Clarissa Hughes

The Pope on Conservation

The most important publication issued since the first report from the Intergovernmental Panel on Climate Change has gone largely unnoticed in the conservation world.

The Laudato Si is a 200 page position paper issued by the Catholic Church on the impact humans are having on Planet Earth. Published in May 2015 the document is a call-to-action to redress the damage we’ve caused to Mother Nature. 

Like his namesake from Assisi, Pope Francis reminds us that “our common home is like a sister, with whom we share our life, and a beautiful mother, who opens her arms to embrace us”.

This sister now cries out to us because of the harm we have inflicted on her by our irresponsible use and abuse of the goods with which God has endowed her,” says Pope Francis. “We have come to see ourselves as her lords and masters, entitled to plunder her at will. The violence present in our hearts, wounded by sin, is also reflected in the symptoms of sickness evident in the soil, in the water, in the air and in all forms of life.”

The Vatican has been moving towards this declaration for some time.

Although it is under Francis’s papacy that the Laudato Si has been published all credit cannot go to him. The Vatican has been moving towards this declaration for some time.

Pope Paul VI referred to the rising ecological concern as “a tragic consequence” of unchecked human activity back in 1971. “Due to an ill-considered exploitation of nature, humanity runs the risk of destroying it and becoming in turn a victim of this degradation.”

He also said: “…the most extraordinary scientific advances, the most amazing technical abilities, the most astonishing economic growth, unless they are accompanied by authentic social and moral progress, will definitively turn against man”.  Prescient words indeed.

During his papacy (1978 to 2005 ) John Paul II also became increasingly concerned with the issue. He warned that human beings frequently seem “to see no other meaning in their natural environment than what serves for immediate use and consumption”.  He called for moral conditions on an authentic human ecology.

Here we get closer to the heart of the Laudato Si – the immorality of environmental destruction.  “Authentic human development has a moral character.  It presumes full respect for the human person, but it must also be concerned for the world around us and ‘take into account the nature of each being and of its mutual connection in an ordered system’.”

The deterioration of nature is closely connected to the culture which shapes human coexistence.

And then Pope Benedict XVI proposed “eliminating the structural causes of the dysfunctions of the world economy and correcting models of growth which have proved incapable of ensuring respect for the environment”. “The deterioration of nature is closely connected to the culture which shapes human coexistence,” he warned.

We’re beginning to see a cultural groundswell in global human misery that is increasingly hard to ignore. Acts of terrorism, riots and mass migration fill our screens and ears every time we turn on the news.

More and more people are driven to flee, to grab at any means possible to survive.  And look where they’re running from. They’re places denuded of vegetation, deserts created by bad livestock husbandry, with only vestigial wild fauna remaining – usually insects, reptiles or migratory birds.  In short, they’re barren wastelands created by mankind.

That modern forms of terrorism are funded by the ill gotten gains of poaching is well known, cementing the link between environmental destruction and human misery further.

And then there’s the illegal wildlife trade, where species are exported alive or dead en masse to markets all around the world, but most especially Asia. The trade is run by sophisticated criminal cartels that have interests in drugs, human trafficking and arms. Yet a further direct connection between the slaughter of innocent animals and human suffering.

The world’s poor are the first to feel the effects of environmental destruction, whether they be polluted waters, infertile fields, air pollution, destroyed fisheries or any of the consequences mentioned above, but that doesn’t mean that the world’s rich are safe.

Far from it.  Mass migration, terrorism, air and sea pollution, and of course climate change, affect everyone, rich and poor. No-one is secure.

With an estimated 1.2 billion Catholics in the world the reach of the Laudato Si is not to be sneezed at, and while it articulates the spiritual and moral reasons to care for the earth, it also expresses a much more fundamental reason to take note – human survival.

Pope Francis clearly states at the beginning of the Encyclical that it is addressed to all people of goodwill regardless of creed.  It’s a timely document of universal importance.

Related reading:  Rebranding environmental crime as a crime against humanity.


> [WHAT YOU NEED TO DO]: What lines in the records below mention "with"? List them all.
____ DATA LISTING
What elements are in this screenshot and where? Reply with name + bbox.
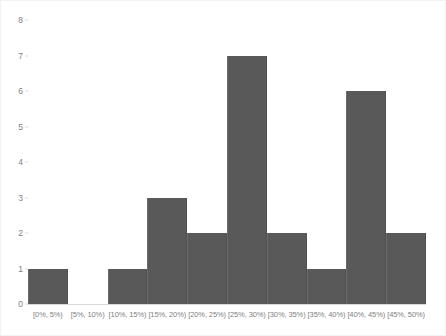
bar[interactable]: [386, 233, 426, 304]
bar-slot: [386, 20, 426, 304]
y-axis-tick-label: 7: [18, 51, 28, 60]
bar[interactable]: [346, 91, 386, 304]
x-axis-tick-label: [25%, 30%): [227, 311, 267, 319]
y-axis-tick-label: 1: [18, 264, 28, 273]
plot-area: 012345678: [28, 20, 426, 304]
x-axis-tick-label: [30%, 35%): [267, 311, 307, 319]
y-axis-tick-label: 8: [18, 16, 28, 25]
x-axis-tick-group: [0%, 5%)[5%, 10%)[10%, 15%)[15%, 20%)[20…: [28, 311, 426, 319]
bar[interactable]: [267, 233, 307, 304]
bar-slot: [68, 20, 108, 304]
y-axis-tick-label: 2: [18, 229, 28, 238]
x-axis-tick-label: [20%, 25%): [187, 311, 227, 319]
bar[interactable]: [28, 269, 68, 305]
x-axis-tick-label: [5%, 10%): [68, 311, 108, 319]
histogram-chart: 012345678 [0%, 5%)[5%, 10%)[10%, 15%)[15…: [0, 0, 446, 336]
bar[interactable]: [187, 233, 227, 304]
y-axis-tick-label: 5: [18, 122, 28, 131]
y-axis-tick-label: 3: [18, 193, 28, 202]
x-axis-tick-label: [15%, 20%): [147, 311, 187, 319]
bar[interactable]: [147, 198, 187, 305]
x-axis-line: [28, 304, 426, 305]
x-axis-tick-label: [0%, 5%): [28, 311, 68, 319]
bar-slot: [108, 20, 148, 304]
y-axis-tick-label: 4: [18, 158, 28, 167]
x-axis-tick-label: [35%, 40%): [307, 311, 347, 319]
bar-slot: [187, 20, 227, 304]
y-axis-tick-label: 0: [18, 300, 28, 309]
bar-slot: [346, 20, 386, 304]
x-axis-tick-label: [45%, 50%): [386, 311, 426, 319]
bar[interactable]: [307, 269, 347, 305]
x-axis-tick-label: [40%, 45%): [346, 311, 386, 319]
bar[interactable]: [108, 269, 148, 305]
bar-slot: [147, 20, 187, 304]
bar-slot: [227, 20, 267, 304]
bar-slot: [307, 20, 347, 304]
x-axis-tick-label: [10%, 15%): [108, 311, 148, 319]
y-axis-tick-label: 6: [18, 87, 28, 96]
bar-group: [28, 20, 426, 304]
bar-slot: [267, 20, 307, 304]
bar[interactable]: [227, 56, 267, 305]
bar-slot: [28, 20, 68, 304]
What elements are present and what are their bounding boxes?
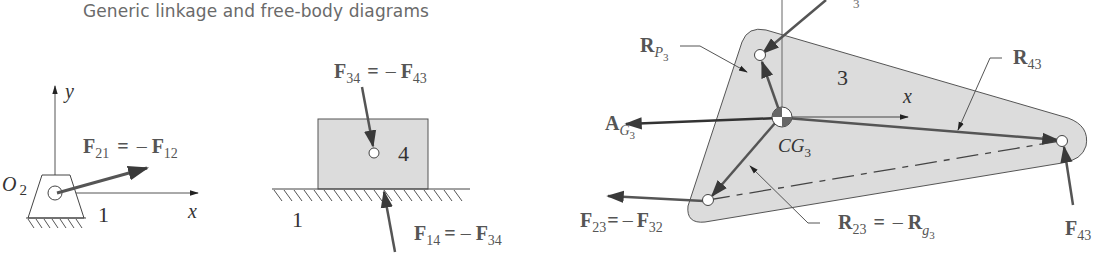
top-cut-subscript: 3 <box>853 0 860 11</box>
r-43-label: R43 <box>1013 46 1041 72</box>
r-23-label: R23=–Rg3 <box>838 211 935 241</box>
slider-pin-icon <box>369 148 379 158</box>
force-f14-label: F14=–F34 <box>414 222 502 248</box>
accel-ag3-label: AG3 <box>605 112 636 141</box>
center-of-gravity-icon <box>772 107 792 127</box>
y-axis-label: y <box>63 80 74 103</box>
coupler-x-axis-label: x <box>902 85 912 107</box>
slider-ground-number: 1 <box>292 207 303 232</box>
ground-link-number: 1 <box>98 202 109 227</box>
coupler-group: 3 x CG3 3 RP3 AG3 R43 F43 F23=–F32 R23=–… <box>580 0 1091 243</box>
slider-group: 4 1 F34=–F43 F14=–F34 <box>272 60 502 252</box>
ground-hatch-middle <box>274 190 462 201</box>
force-f43-label: F43 <box>1065 217 1091 243</box>
pin-left-icon <box>703 195 714 206</box>
slider-link-number: 4 <box>398 141 409 166</box>
x-axis-label: x <box>187 200 197 222</box>
force-f23-arrow <box>608 196 704 201</box>
pivot-label: O2 <box>2 173 27 198</box>
force-f14-arrow <box>384 192 395 252</box>
force-f21-label: F21=–F12 <box>83 135 178 161</box>
force-f23-label: F23=–F32 <box>580 209 663 235</box>
pin-right-icon <box>1057 136 1068 147</box>
pivot-base <box>28 175 84 218</box>
linkage-diagram: O2 1 x y F21=–F12 4 1 F34=–F43 F14=–F34 <box>0 0 1102 262</box>
ground-hatch-left <box>28 219 82 228</box>
pin-p3-icon <box>755 50 766 61</box>
r-p3-label: RP3 <box>640 34 669 63</box>
ground-pivot-group: O2 1 x y F21=–F12 <box>2 80 198 228</box>
coupler-link-number: 3 <box>837 65 848 90</box>
force-f34-label: F34=–F43 <box>334 60 427 86</box>
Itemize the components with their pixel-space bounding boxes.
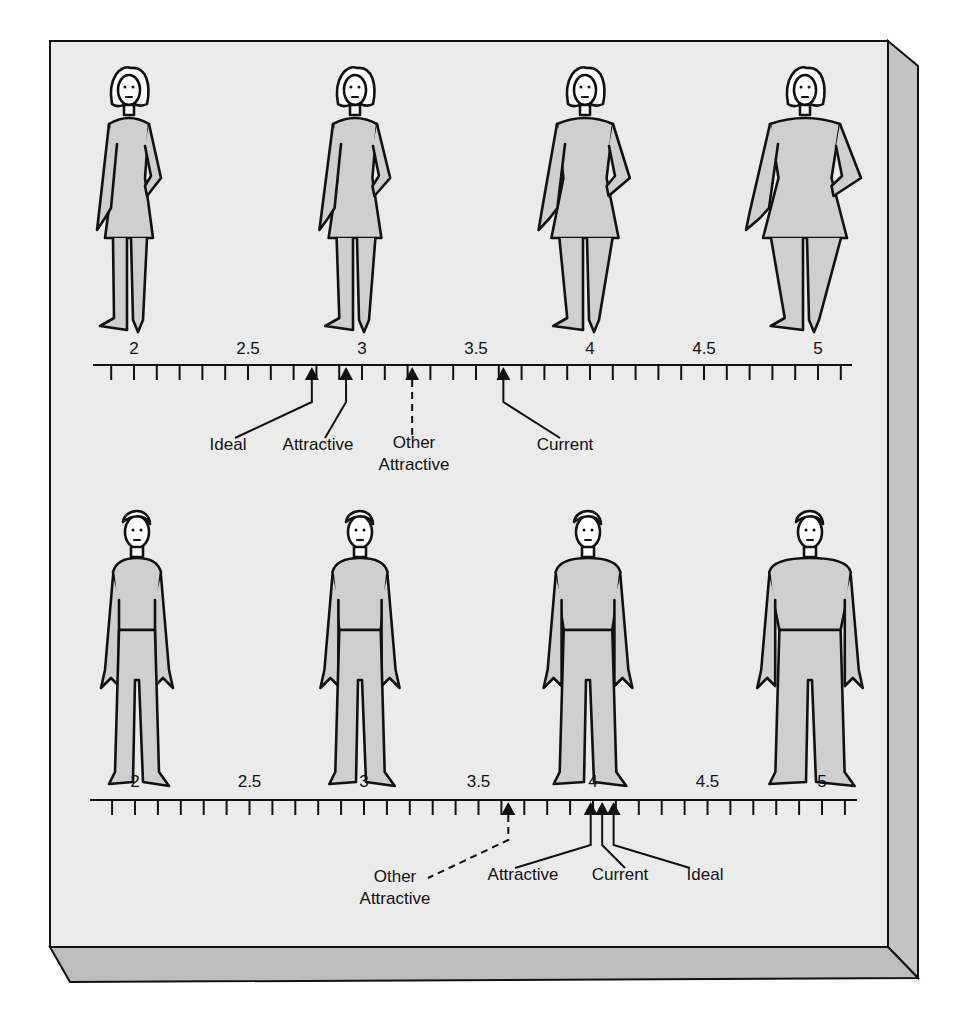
marker-label: Other (374, 867, 417, 886)
panel-bottom-face (50, 947, 918, 982)
body-image-diagram: 22.533.544.55IdealAttractiveOtherAttract… (0, 0, 960, 1023)
face (118, 75, 140, 105)
marker-label: Ideal (687, 865, 724, 884)
marker-label: Attractive (379, 455, 450, 474)
scale-tick-label: 4 (588, 772, 597, 791)
face (125, 516, 149, 548)
scale-tick-label: 4 (585, 339, 594, 358)
scale-tick-label: 4.5 (692, 339, 716, 358)
face (798, 516, 822, 548)
marker-label: Attractive (283, 435, 354, 454)
face (574, 75, 596, 105)
marker-label: Other (393, 433, 436, 452)
scale-tick-label: 3.5 (464, 339, 488, 358)
marker-label: Current (537, 435, 594, 454)
scale-tick-label: 2 (130, 772, 139, 791)
marker-label: Ideal (210, 435, 247, 454)
panel-side-face (888, 41, 918, 978)
shirt (332, 558, 387, 630)
face (344, 75, 366, 105)
marker-label: Attractive (360, 889, 431, 908)
scale-tick-label: 3.5 (467, 772, 491, 791)
scale-tick-label: 5 (813, 339, 822, 358)
scale-tick-label: 3 (357, 339, 366, 358)
marker-label: Attractive (488, 865, 559, 884)
scale-tick-label: 2.5 (236, 339, 260, 358)
shirt (769, 558, 851, 630)
face (576, 516, 600, 548)
face (794, 75, 816, 105)
scale-tick-label: 2.5 (238, 772, 262, 791)
marker-label: Current (592, 865, 649, 884)
scale-tick-label: 2 (129, 339, 138, 358)
scale-tick-label: 5 (817, 772, 826, 791)
shirt (556, 558, 621, 630)
face (348, 516, 372, 548)
scale-tick-label: 3 (359, 772, 368, 791)
scale-tick-label: 4.5 (696, 772, 720, 791)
________
> [EXERCISE RESULT]:
What elements are in this screenshot and where? Reply with name + bbox.
Itemize the components with their pixel-space bounding boxes.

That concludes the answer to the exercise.